‘And all the time he was talking to me about planning requirements, he must have known I was just doing it to keep him talking, and he was quite happy because it was all on my phone bill!’ Robert scowled as he took another sip of wine. ‘He must have been laughing up his sleeve at me!’
‘He won’t be laughing when he and his friends realise that we’ve got the book.’ Michelle smiled. She looked at Jake. ‘Is it safe?’
‘Very safe,’ Jake reassured her.
He felt elated. They’d found one of the books! Once they got back to London, Michelle would talk to her editor and show him the film she’d taken on her camera, and then the process could start rolling about putting the hidden library of Malichea right into the eye of the public. No more secrets, no more mysteries kept hidden, just open transparency. The truth would be out there, and Lauren could come home. Maybe not immediately, but soon.
‘My room’s been turned over!’
The three turned to see Andy, standing with Woody beside him on his lead. Andy looked furious.
‘What?’ asked Michelle.
‘I’ve just been up to my room to put Woody in after our walk, and my room’s been ransacked,’ said Andy. ‘Someone’s gone through everything. My stuff’s all over the floor.’
Robert and Michelle turned to look at Jake, shocked, and then they all headed upstairs to their rooms.
They found them in the same state as Andy’s: in the room that Jake and Robert shared, their suitcases had been opened and then left lying upside down on the floor, with their clothes strewn around. It was the same in Michelle’s room: her overnight bag open and dumped, and her clothes thrown on to the floor.
And none of the locks of the doors have been damaged, noticed Jake. So either someone had picked the locks, or it had been done by someone using a pass-key. If it was a pass-key, then Jake guessed it could have been the two men they’d encountered with the shotgun, the Watchers. If the locks had been picked, then they were up against someone much more dangerous.

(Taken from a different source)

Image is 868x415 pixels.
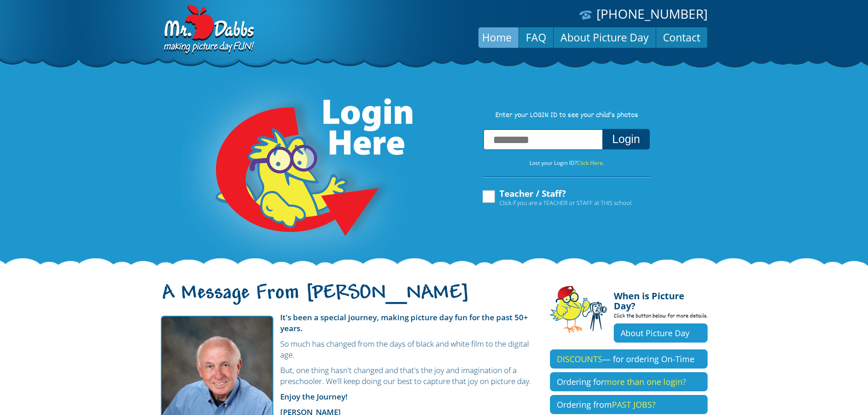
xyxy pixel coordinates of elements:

‘They were looking for the book,’ said Michelle. ‘Those two must have dug into the hole after we’d gone and discovered it wasn’t there, and they came looking for it.’
‘Or it was someone else,’ muttered Jake.
‘What?’ asked Michelle.
‘Who?’ demanded Andy.
‘There have been other people trying to find it,’ said Jake. ‘Before we came down here. They tried to stop us.’

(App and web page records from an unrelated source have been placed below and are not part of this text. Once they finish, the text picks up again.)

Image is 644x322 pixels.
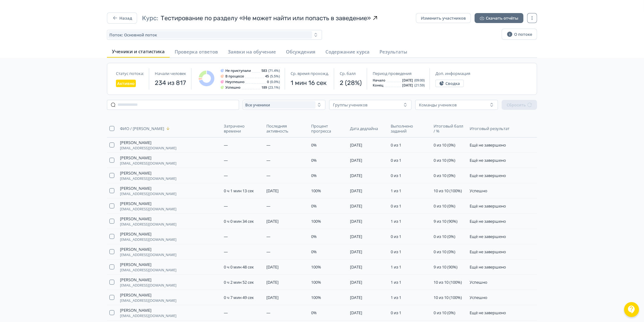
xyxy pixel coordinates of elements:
span: [DATE] [350,188,362,194]
span: — [267,249,270,255]
span: Успешно [470,279,488,285]
span: Статус потока: [116,71,144,76]
span: 583 [262,69,267,73]
span: Ещё не завершено [470,234,506,240]
button: [PERSON_NAME][EMAIL_ADDRESS][DOMAIN_NAME] [120,140,177,150]
span: 0 из 10 (0%) [434,142,456,148]
div: Команды учеников [419,102,457,107]
span: [PERSON_NAME] [120,170,151,175]
button: Скачать отчёты [475,13,524,23]
button: Затрачено времени [224,122,262,134]
span: [DATE] [267,188,279,194]
span: 0% [311,249,317,255]
span: [EMAIL_ADDRESS][DOMAIN_NAME] [120,284,177,287]
span: Ещё не завершено [470,157,506,163]
span: [EMAIL_ADDRESS][DOMAIN_NAME] [120,268,177,272]
span: [EMAIL_ADDRESS][DOMAIN_NAME] [120,147,177,150]
span: [PERSON_NAME] [120,186,151,191]
span: 0 ч 2 мин 52 сек [224,279,254,285]
span: Доп. информация [436,71,470,76]
span: 10 из 10 (100%) [434,295,462,300]
button: Последняя активность [267,122,306,134]
button: [PERSON_NAME][EMAIL_ADDRESS][DOMAIN_NAME] [120,308,177,318]
button: [PERSON_NAME][EMAIL_ADDRESS][DOMAIN_NAME] [120,277,177,287]
span: [PERSON_NAME] [120,277,151,282]
span: Не приступали [225,69,251,73]
span: 0% [311,142,317,148]
span: 0 из 10 (0%) [434,310,456,315]
span: [DATE] [350,234,362,240]
button: Выполнено заданий [391,122,428,134]
span: 0% [311,172,317,178]
span: 0 из 10 (0%) [434,172,456,178]
span: 100% [311,264,322,270]
button: [PERSON_NAME][EMAIL_ADDRESS][DOMAIN_NAME] [120,232,177,242]
span: [EMAIL_ADDRESS][DOMAIN_NAME] [120,314,177,318]
span: [PERSON_NAME] [120,217,151,222]
span: (21:59) [414,83,425,87]
span: 100% [311,279,322,285]
span: 1 из 1 [391,188,402,194]
span: 0 [267,80,269,83]
span: 0 из 1 [391,172,402,178]
span: Последняя активность [267,124,305,134]
span: 0 из 10 (0%) [434,157,456,163]
span: Дата дедлайна [350,126,378,131]
span: [EMAIL_ADDRESS][DOMAIN_NAME] [120,162,177,166]
button: [PERSON_NAME][EMAIL_ADDRESS][DOMAIN_NAME] [120,155,177,166]
span: — [224,234,228,240]
span: Сводка [445,80,461,86]
span: — [224,157,228,163]
span: [DATE] [350,219,362,224]
span: 2 (28%) [339,79,362,87]
span: 0 из 1 [391,310,402,315]
span: — [267,157,270,163]
span: [DATE] [350,142,362,148]
button: Дата дедлайна [350,125,379,133]
span: Ещё не завершено [470,172,506,178]
span: 1 из 1 [391,219,402,224]
span: 0 из 1 [391,142,402,148]
span: — [224,310,228,315]
span: Итоговый балл / % [434,124,463,134]
span: — [267,204,270,209]
span: 234 из 817 [155,79,186,87]
span: — [224,204,228,209]
span: — [224,172,228,178]
span: 0 из 1 [391,249,402,255]
span: Ср. время прохожд. [290,71,329,76]
span: 10 из 10 (100%) [434,188,462,194]
span: — [267,172,270,178]
span: [EMAIL_ADDRESS][DOMAIN_NAME] [120,299,177,303]
span: Выполнено заданий [391,124,427,134]
span: 0 ч 0 мин 48 сек [224,264,254,270]
span: Активно [117,80,134,86]
span: Успешно [225,85,241,89]
span: [PERSON_NAME] [120,155,151,160]
button: [PERSON_NAME][EMAIL_ADDRESS][DOMAIN_NAME] [120,293,177,303]
span: 0% [311,157,317,163]
span: Затрачено времени [224,124,261,134]
span: Ещё не завершено [470,204,506,209]
span: (71.4%) [269,69,280,73]
span: 0% [311,310,317,315]
span: [DATE] [350,279,362,285]
button: Команды учеников [415,100,498,110]
span: ФИО / [PERSON_NAME] [120,126,165,131]
span: [PERSON_NAME] [120,262,151,267]
span: (0.0%) [270,80,280,83]
span: 0 из 1 [391,157,402,163]
span: Процент прогресса [311,124,344,134]
span: — [267,142,270,148]
span: 0 из 1 [391,234,402,240]
span: [DATE] [350,204,362,209]
span: [DATE] [350,264,362,270]
span: 0% [311,234,317,240]
span: 0 из 10 (0%) [434,204,456,209]
span: Проверка ответов [175,48,218,55]
button: О потоке [502,28,537,40]
button: Изменить участников [416,13,471,23]
span: 0% [311,204,317,209]
span: 100% [311,188,322,194]
span: 1 из 1 [391,279,402,285]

‘They slashed Lizzie’s tyres!’ growled Robert, still angry at the memory.
Andy looked puzzled.
‘You mean that those two blokes were in London?’ he said, baffled.
‘No,’ said Jake. ‘These were other people.’
Andy let out a low whistle.
‘Like I said, this must really be some special book!’ he said.
‘I’m not happy about staying here tonight,’ announced Jake.
‘Why?’ asked Michelle. ‘If it was those two gaffers we met who did this, they didn’t seem particularly harmful. OK, they tried to threaten us with a gun, but it wasn’t loaded, and when Andy did that thing with his ID card, they backed down.’
‘But say it wasn’t them?’ said Jake. ‘Say someone followed us down from London. The people who slashed Robert’s tyres.’ And who stuck that picture of Lauren on my wall with a knife, thought Jake miserably. ‘Trust me, not everyone who’s after the books is harmless. And if we stay here, who knows what they might do tonight to get hold of the book.’ He gestured at the mess in the rooms. ‘This is nothing. I’ve seen what these people can do.’ And, with a shudder, he remembered finding the body of the ex-SAS soldier in his flat, stabbed to death.
‘Well, I can’t leave,’ said Robert. ‘I’ve had enough wine to stop me driving tonight.’
‘And there’s no way I’m taking a chance of driving anywhere and losing my licence,’ put in Michelle.
Jake sighed. If he stayed here tonight he was in danger, and he knew it.
‘Maybe there’s a train back to London?’ suggested Robert.
Michelle shook her head.
‘No,’ she said. ‘I checked it out before I came down here, just in case I could do it by train. There’s no station at Glastonbury, and I think you’ll have missed the last train from the nearest place.’ She checked her watch, and nodded. ‘Yes. No last train for you.’ She shrugged. ‘Looks like you’re here till the morning.’
‘Oh dear,’ said Andy. They looked at him, and he gave them all a rueful grin. ‘This is where the non-drinker always suffers. A weekend party, a match, an outing, guess who gets to be the designated driver.’ He looked at Jake and asked: ‘How serious is it? This threat you’re talking about?’